When a medevac helicopter was summoned to remove the bodies of two Marines who had been killed that day, Leon’s intensifying fungal infection in his leg also required his evacuation from the area. He was going home. But when all were aboard the helicopter and lifting off it was hit by enemy fire about 40 feet above the ground and shot down. The helicopter crashed and plunged down the side of the mountain.
Leon Remembered
“My family was from Lewisville at the time, and my brother was always interested in military history, and he liked it at Fort Ridgely when we used to visit there,” said his brother, Kurt Barickman, of Albert Lea.
“Our church had no cemetery at the time when Leon was killed, and my parents decided that Fort Ridgely would be a good place to bury him. My mother was opposed to putting Leon’s remains in a military or national cemetery,” said Kurt. “Ironically, my parents and I were up at Fort Ridgely the same day Leon was killed in Vietnam.
“On the same day we got the last letters from him in the morning mail, that afternoon a Marine officer and chaplain came to our house to tell us Leon had been killed in action,” Kurt recalled. “That moment is something which is burned in my memory.”
Himself an author, teacher and military historian, Kurt served nine years in the Navy. Years later, he had an opportunity to speak with a soldier who helped load Leon into the chopper before it was shot down.
“He said they were in a real mountainous area, and the helicopter rolled down a mile and a half after it got hit,” Kurt said. “It took them a couple of days before they could recover the bodies of the men who were on board.”
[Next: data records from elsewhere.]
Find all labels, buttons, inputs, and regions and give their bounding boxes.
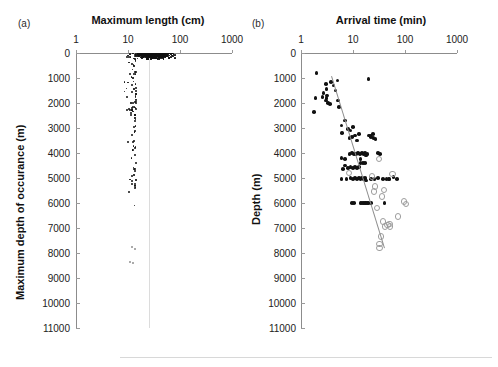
data-point: [131, 157, 133, 159]
data-point-filled: [325, 87, 329, 91]
ytick-label-a-5: 5000: [26, 173, 70, 184]
data-point: [124, 91, 126, 93]
data-point: [135, 55, 137, 57]
data-point: [147, 53, 149, 55]
data-point-filled: [315, 71, 319, 75]
data-point-outlier: [132, 262, 134, 264]
data-point: [134, 187, 136, 189]
data-point-open: [379, 193, 385, 199]
ytick-label-a-8: 8000: [26, 248, 70, 259]
data-point-open: [401, 198, 407, 204]
data-point-open: [395, 213, 401, 219]
data-point: [127, 82, 129, 84]
scatter-cloud-a: [76, 53, 232, 328]
data-point-filled: [345, 177, 349, 181]
data-point-open: [381, 187, 387, 193]
data-point: [129, 73, 131, 75]
ytick-label-b-11: 11000: [252, 323, 296, 334]
data-point-filled: [364, 179, 368, 183]
data-point: [155, 57, 157, 59]
data-point: [126, 96, 128, 98]
data-point: [174, 54, 176, 56]
xtick-b-3: [457, 50, 458, 53]
data-point-open: [376, 156, 382, 162]
xtick-label-a-2: 100: [172, 34, 189, 45]
data-point: [134, 117, 136, 119]
xtick-label-a-0: 1: [73, 34, 79, 45]
data-point-filled: [341, 167, 345, 171]
data-point-filled: [340, 177, 344, 181]
data-point: [131, 91, 133, 93]
data-point: [132, 53, 134, 54]
data-point: [146, 58, 148, 60]
data-point-filled: [351, 125, 355, 129]
ytick-b-11: [301, 328, 305, 329]
data-point: [124, 81, 126, 83]
ytick-label-b-3: 3000: [252, 123, 296, 134]
data-point: [130, 53, 132, 55]
data-point: [131, 134, 133, 136]
data-point: [133, 81, 134, 82]
footer-rule: [120, 357, 492, 358]
data-point: [134, 71, 136, 73]
data-point: [134, 185, 136, 187]
data-point: [135, 73, 136, 74]
data-point: [130, 102, 132, 104]
data-point-filled: [376, 176, 380, 180]
y-axis-label-a: Maximum depth of occurance (m): [14, 125, 26, 300]
scatter-cloud-b: [301, 53, 457, 328]
data-point-filled: [352, 201, 356, 205]
data-point: [128, 191, 130, 193]
data-point: [135, 61, 136, 62]
ytick-label-a-11: 11000: [26, 323, 70, 334]
ytick-label-a-3: 3000: [26, 123, 70, 134]
data-point: [132, 111, 134, 113]
data-point: [128, 62, 130, 64]
ytick-label-a-4: 4000: [26, 148, 70, 159]
data-point-filled: [357, 132, 361, 136]
panel-title-a: Maximum length (cm): [38, 14, 258, 26]
data-point: [126, 88, 127, 89]
ytick-label-a-7: 7000: [26, 223, 70, 234]
data-point: [131, 84, 133, 86]
panel-tag-b: (b): [252, 18, 264, 29]
ytick-label-a-1: 1000: [26, 73, 70, 84]
data-point: [162, 58, 164, 60]
data-point: [150, 55, 152, 57]
data-point-open: [374, 205, 380, 211]
data-point-filled: [395, 177, 399, 181]
data-point-filled: [367, 77, 371, 81]
data-point: [135, 87, 137, 89]
data-point: [131, 180, 133, 182]
data-point-filled: [366, 152, 370, 156]
data-point: [135, 97, 137, 99]
data-point-filled: [374, 137, 378, 141]
panel-tag-a: (a): [18, 18, 30, 29]
data-point-filled: [343, 164, 347, 168]
xtick-label-b-0: 1: [298, 34, 304, 45]
ytick-label-b-2: 2000: [252, 98, 296, 109]
data-point-open: [369, 173, 375, 179]
data-point: [130, 114, 132, 116]
data-point: [159, 54, 161, 56]
data-point: [135, 83, 136, 84]
xtick-label-b-2: 100: [397, 34, 414, 45]
data-point-filled: [340, 124, 344, 128]
data-point: [133, 58, 134, 59]
ytick-label-a-2: 2000: [26, 98, 70, 109]
data-point: [130, 56, 131, 57]
data-point: [135, 162, 137, 164]
data-point-open: [376, 245, 382, 251]
data-point-open: [346, 170, 352, 176]
data-point: [134, 114, 136, 116]
data-point: [137, 58, 139, 60]
xtick-label-a-3: 1000: [221, 34, 243, 45]
data-point: [133, 65, 134, 66]
ytick-label-a-0: 0: [26, 48, 70, 59]
data-point: [168, 56, 170, 58]
y-axis-label-b: Depth (m): [250, 174, 262, 225]
ytick-label-b-10: 10000: [252, 298, 296, 309]
xtick-label-a-1: 10: [122, 34, 133, 45]
data-point-outlier: [134, 248, 136, 250]
data-point: [135, 125, 137, 127]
Kurt and his family went through some tough, sad times after Leon’s death. “I was just going on 8 years old, but I remember a lot of what happened and reading Leon’s letters,” he commented. “I kept all of his stuff from Vietnam, the letters, uniforms, his medals and a scrapbook. We used to watch the TV show, Combat, together because we both had an interest in the military,” he noted.
“Leon volunteered for the service, but before he left for Vietnam, he had a premonition that he wouldn’t be coming home again,” Kurt added.
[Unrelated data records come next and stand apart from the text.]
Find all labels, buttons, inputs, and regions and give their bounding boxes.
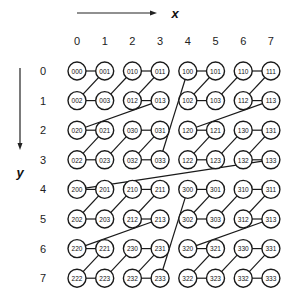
y-tick-2: 2 <box>40 124 46 136</box>
node-210: 210 <box>123 180 141 198</box>
node-023: 023 <box>96 151 114 169</box>
y-axis-arrowhead-icon <box>18 143 23 150</box>
node-label: 002 <box>72 97 83 104</box>
x-axis-ticks: 01234567 <box>74 35 274 47</box>
node-label: 323 <box>210 275 221 282</box>
x-axis: x <box>77 6 179 21</box>
node-label: 230 <box>127 245 138 252</box>
node-label: 212 <box>127 216 138 223</box>
node-label: 202 <box>72 216 83 223</box>
x-axis-arrowhead-icon <box>150 11 157 16</box>
curve-edge <box>77 219 160 249</box>
node-013: 013 <box>151 92 169 110</box>
node-label: 311 <box>266 186 277 193</box>
node-303: 303 <box>207 210 225 228</box>
node-121: 121 <box>207 121 225 139</box>
node-label: 221 <box>99 245 110 252</box>
node-label: 223 <box>99 275 110 282</box>
node-122: 122 <box>179 151 197 169</box>
node-031: 031 <box>151 121 169 139</box>
node-label: 120 <box>182 127 193 134</box>
node-label: 020 <box>72 127 83 134</box>
node-120: 120 <box>179 121 197 139</box>
node-111: 111 <box>262 62 280 80</box>
curve-edge <box>188 101 271 131</box>
node-332: 332 <box>234 269 252 287</box>
z-order-curve-diagram: x y 01234567 01234567 000001010011100101… <box>0 0 302 304</box>
node-label: 300 <box>182 186 193 193</box>
node-label: 203 <box>99 216 110 223</box>
node-020: 020 <box>68 121 86 139</box>
node-label: 021 <box>99 127 110 134</box>
node-330: 330 <box>234 240 252 258</box>
node-011: 011 <box>151 62 169 80</box>
node-232: 232 <box>123 269 141 287</box>
curve-edge <box>160 189 188 278</box>
node-label: 102 <box>182 97 193 104</box>
node-213: 213 <box>151 210 169 228</box>
node-label: 133 <box>265 157 276 164</box>
x-tick-1: 1 <box>102 35 108 47</box>
node-label: 130 <box>238 127 249 134</box>
node-label: 313 <box>265 216 276 223</box>
node-label: 222 <box>72 275 83 282</box>
node-label: 103 <box>210 97 221 104</box>
node-322: 322 <box>179 269 197 287</box>
node-100: 100 <box>179 62 197 80</box>
node-000: 000 <box>68 62 86 80</box>
x-tick-6: 6 <box>240 35 246 47</box>
node-label: 113 <box>266 97 277 104</box>
y-tick-1: 1 <box>40 95 46 107</box>
node-label: 123 <box>210 157 221 164</box>
node-211: 211 <box>151 180 169 198</box>
y-tick-5: 5 <box>40 213 46 225</box>
node-label: 332 <box>238 275 249 282</box>
node-113: 113 <box>262 92 280 110</box>
node-label: 322 <box>182 275 193 282</box>
x-tick-3: 3 <box>157 35 163 47</box>
node-label: 231 <box>155 245 166 252</box>
x-axis-label: x <box>170 6 179 21</box>
node-label: 210 <box>127 186 138 193</box>
node-label: 232 <box>127 275 138 282</box>
node-label: 011 <box>155 68 166 75</box>
node-321: 321 <box>207 240 225 258</box>
node-132: 132 <box>234 151 252 169</box>
node-label: 132 <box>238 157 249 164</box>
curve-edge <box>188 219 271 249</box>
node-label: 111 <box>266 68 276 75</box>
node-label: 302 <box>182 216 193 223</box>
node-333: 333 <box>262 269 280 287</box>
y-tick-7: 7 <box>40 272 46 284</box>
node-201: 201 <box>96 180 114 198</box>
node-220: 220 <box>68 240 86 258</box>
node-label: 012 <box>127 97 138 104</box>
node-010: 010 <box>123 62 141 80</box>
node-label: 331 <box>265 245 276 252</box>
node-label: 003 <box>99 97 110 104</box>
y-tick-3: 3 <box>40 154 46 166</box>
node-101: 101 <box>207 62 225 80</box>
node-label: 201 <box>99 186 110 193</box>
y-tick-6: 6 <box>40 243 46 255</box>
node-label: 213 <box>155 216 166 223</box>
node-311: 311 <box>262 180 280 198</box>
node-label: 301 <box>210 186 221 193</box>
y-axis-label: y <box>15 165 24 180</box>
node-002: 002 <box>68 92 86 110</box>
node-033: 033 <box>151 151 169 169</box>
x-tick-2: 2 <box>129 35 135 47</box>
node-123: 123 <box>207 151 225 169</box>
node-label: 013 <box>155 97 166 104</box>
node-label: 321 <box>210 245 221 252</box>
node-102: 102 <box>179 92 197 110</box>
node-312: 312 <box>234 210 252 228</box>
node-label: 122 <box>182 157 193 164</box>
node-300: 300 <box>179 180 197 198</box>
node-331: 331 <box>262 240 280 258</box>
node-302: 302 <box>179 210 197 228</box>
node-223: 223 <box>96 269 114 287</box>
node-label: 032 <box>127 157 138 164</box>
x-tick-0: 0 <box>74 35 80 47</box>
node-030: 030 <box>123 121 141 139</box>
Because Leon loved Fort Ridgely so much, it was easy to make a decision to bury him there. It was a private cemetery and in the state park he enjoyed according to his mother, Gladys Barickman, also of Albert Lea.
“We were farmers and didn’t take a lot of vacations, but my boys, Ivan, Leon and Kurt, they were so interested in history, and we would take driving trips to historical sites and spent a lot of time at Fort Ridgely. They just loved it,” she commented.
“They’d slide down the big snow hill in winter, and in summer they’d run around playing cowboy games and all kinds of things,” she recalled.
“The soldier who helped put Leon in the helicopter before it crashed contacted the family about 15 years later, and the first thing he wanted to do was to go see where Leon was buried,” said Gladys. “He thought Fort Ridgely was a very peaceful place, and he said, ‘aA least it’s the high ground,’” she stated.
Kurt added that the soldier who escorted Leon’s body from San Francisco back to Minnesota died only a few years ago from the effects of exposure to Agent Orange while serving in Vietnam.
Leon’s dad, Earl, died in 2002 and is buried next to his son. Kurt’s oldest brother Ivan died in 2006 and is also buried there. Gladys, now 88, says she will someday come back to the family plot at Fort Ridgely for her final resting place too.